A.1.2 LEARNING ALGORITHM

Algorithm 1 Linear Variant of Deep Q-learning(DQN) with Experience Replay Input : target iteration T , episode count M , buffer size N , batch size B.Initialize experience replay buffer memory D with capacity N . Initialize the iterate parameters θ targetTake action a t and observe reward r t and observation x t+1 . Set s t+1 ← (s t , a t , x t+1 ) and enque (s t , a t , r t , s t+1 ) to D.Uniformly sample a batch { s j , a j , r j , s ′ j }| B j=1 from D and set ∀j ∈ [B],Update θ e,t+1 using Q-objective The following files are included as part of the zipped supplementary materials.

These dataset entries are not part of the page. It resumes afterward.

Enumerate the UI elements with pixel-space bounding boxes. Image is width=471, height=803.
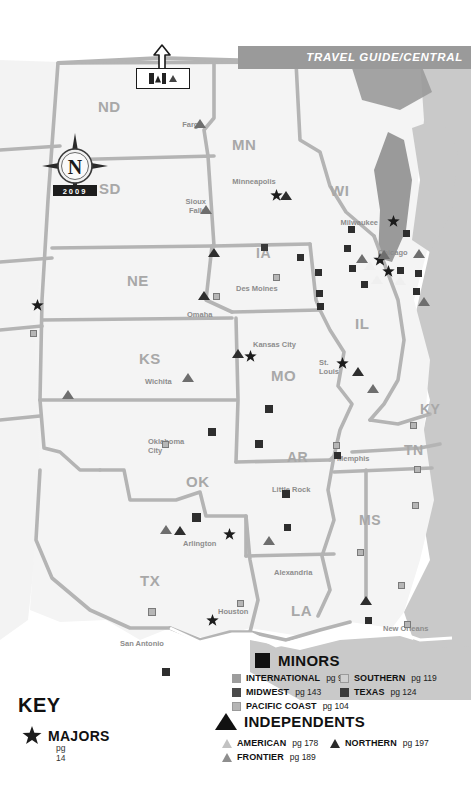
independent-triangle-marker: [62, 390, 74, 399]
independent-triangle-marker: [198, 291, 210, 300]
outside-region-east: [404, 60, 471, 660]
independent-triangle-marker: [360, 596, 372, 605]
outside-region-west: [0, 60, 60, 640]
state-label-tn: TN: [404, 442, 424, 458]
major-star-marker: [223, 528, 236, 540]
minor-square-marker: [415, 270, 422, 277]
square-icon: [255, 653, 270, 668]
minor-square-marker: [316, 290, 323, 297]
independent-triangle-marker: [352, 367, 364, 376]
minor-square-marker: [365, 617, 372, 624]
legend-minors-header: MINORS: [255, 652, 340, 669]
legend-minor-item[interactable]: SOUTHERNpg 119: [340, 673, 437, 683]
legend-minor-item[interactable]: TEXASpg 124: [340, 687, 417, 697]
major-star-marker: [244, 350, 257, 362]
minor-square-marker: [344, 245, 351, 252]
legend-minor-item[interactable]: INTERNATIONALpg 96: [232, 673, 347, 683]
independent-triangle-marker: [160, 525, 172, 534]
legend-independent-page: pg 178: [292, 738, 318, 748]
minor-square-marker: [348, 226, 355, 233]
legend-minor-label: MIDWEST: [246, 687, 289, 697]
minor-square-marker: [398, 582, 405, 589]
city-label: Arlington: [183, 540, 227, 549]
minor-square-marker: [255, 440, 263, 448]
minor-square-marker: [333, 442, 340, 449]
city-label: Des Moines: [236, 285, 288, 294]
triangle-icon: [330, 739, 340, 748]
minor-square-marker: [162, 441, 169, 448]
lake-superior: [352, 62, 432, 110]
minor-square-marker: [148, 608, 156, 616]
independent-triangle-marker: [263, 536, 275, 545]
legend-minor-page: pg 124: [391, 687, 417, 697]
city-label: Houston: [218, 608, 258, 617]
square-icon: [232, 688, 241, 697]
minor-square-marker: [404, 621, 411, 628]
city-label: Kansas City: [253, 341, 307, 350]
border-callout-box: [136, 68, 190, 89]
minor-square-marker: [397, 267, 404, 274]
city-label: Omaha: [187, 311, 219, 320]
legend-minor-item[interactable]: PACIFIC COASTpg 104: [232, 701, 349, 711]
legend-majors-label: MAJORS: [48, 728, 110, 744]
city-label: Milwaukee: [332, 219, 378, 228]
legend-minor-page: pg 104: [323, 701, 349, 711]
legend-minor-item[interactable]: MIDWESTpg 143: [232, 687, 321, 697]
lake-michigan: [374, 132, 412, 262]
compass-north-letter: N: [68, 156, 83, 178]
compass-year: 2009: [63, 187, 88, 196]
legend-minor-label: INTERNATIONAL: [246, 673, 320, 683]
michigan-landmass: [412, 118, 458, 252]
independent-triangle-marker: [182, 373, 194, 382]
independent-triangle-marker: [280, 191, 292, 200]
legend-independent-item[interactable]: NORTHERNpg 197: [330, 738, 429, 748]
arrow-up-icon: [152, 44, 172, 70]
independent-triangle-marker: [413, 249, 425, 258]
state-label-il: IL: [355, 315, 369, 332]
legend-independents-title: INDEPENDENTS: [244, 713, 365, 730]
minor-square-marker: [162, 668, 170, 676]
independent-triangle-marker: [371, 275, 383, 284]
state-label-wi: WI: [330, 182, 349, 199]
legend-independent-item[interactable]: FRONTIERpg 189: [222, 752, 316, 762]
state-label-la: LA: [291, 602, 312, 619]
major-star-marker: [387, 215, 400, 227]
legend-independent-item[interactable]: AMERICANpg 178: [222, 738, 318, 748]
state-label-nd: ND: [98, 98, 121, 115]
legend-independent-page: pg 197: [403, 738, 429, 748]
minor-square-marker: [213, 293, 220, 300]
minor-square-marker: [282, 490, 290, 498]
star-icon: [22, 726, 42, 745]
minor-square-marker: [410, 422, 417, 429]
minor-square-marker: [237, 600, 244, 607]
triangle-icon: [222, 739, 232, 748]
state-label-ar: AR: [287, 449, 308, 465]
major-star-marker: [382, 265, 395, 277]
square-icon: [232, 702, 241, 711]
city-label: Alexandria: [274, 569, 322, 578]
minor-square-marker: [265, 405, 273, 413]
legend-majors[interactable]: MAJORS: [22, 726, 110, 745]
state-label-tx: TX: [140, 572, 160, 589]
state-label-sd: SD: [99, 180, 121, 197]
minor-square-marker: [30, 330, 37, 337]
state-label-ky: KY: [420, 401, 440, 417]
minor-square-marker: [414, 466, 421, 473]
canada-flag-icon: [149, 73, 166, 84]
independent-triangle-marker: [194, 119, 206, 128]
city-label: Wichita: [145, 378, 179, 387]
legend-minor-label: SOUTHERN: [354, 673, 405, 683]
major-star-marker: [206, 614, 219, 626]
legend-minor-label: TEXAS: [354, 687, 385, 697]
minor-square-marker: [315, 269, 322, 276]
triangle-icon: [215, 713, 237, 730]
state-borders: [0, 60, 440, 640]
state-label-ks: KS: [139, 350, 161, 367]
legend-independent-page: pg 189: [290, 752, 316, 762]
minor-square-marker: [208, 428, 216, 436]
minor-square-marker: [361, 281, 368, 288]
minor-square-marker: [357, 549, 364, 556]
state-label-ne: NE: [127, 272, 149, 289]
independent-triangle-marker: [208, 248, 220, 257]
key-title: KEY: [18, 694, 61, 717]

We describe the use for each file:• captive: codes for the game server;• rules_files: rule and board configurations;• rl_codes: DQN implementation:dqn.py: the DQN algorithm; -driver_dqn.py: experiment setup; -rule_game_engine.py and rule_game_env.py: codes to interact with the game server; -rule_sets.py: featurization; -run_code.sh: set the path to code of captive game server ; params/last_summer_rule/ * : experiment configuration for each rule; -run_script/run_last_summer_dqn_rand.sh: script to run the experiment.

A.1.5 TRAINING PROCEDURE

The code can be run by changing the directory to rl_codes and using the following command: bash run_script/run_last_summer_dqn_rand.sh.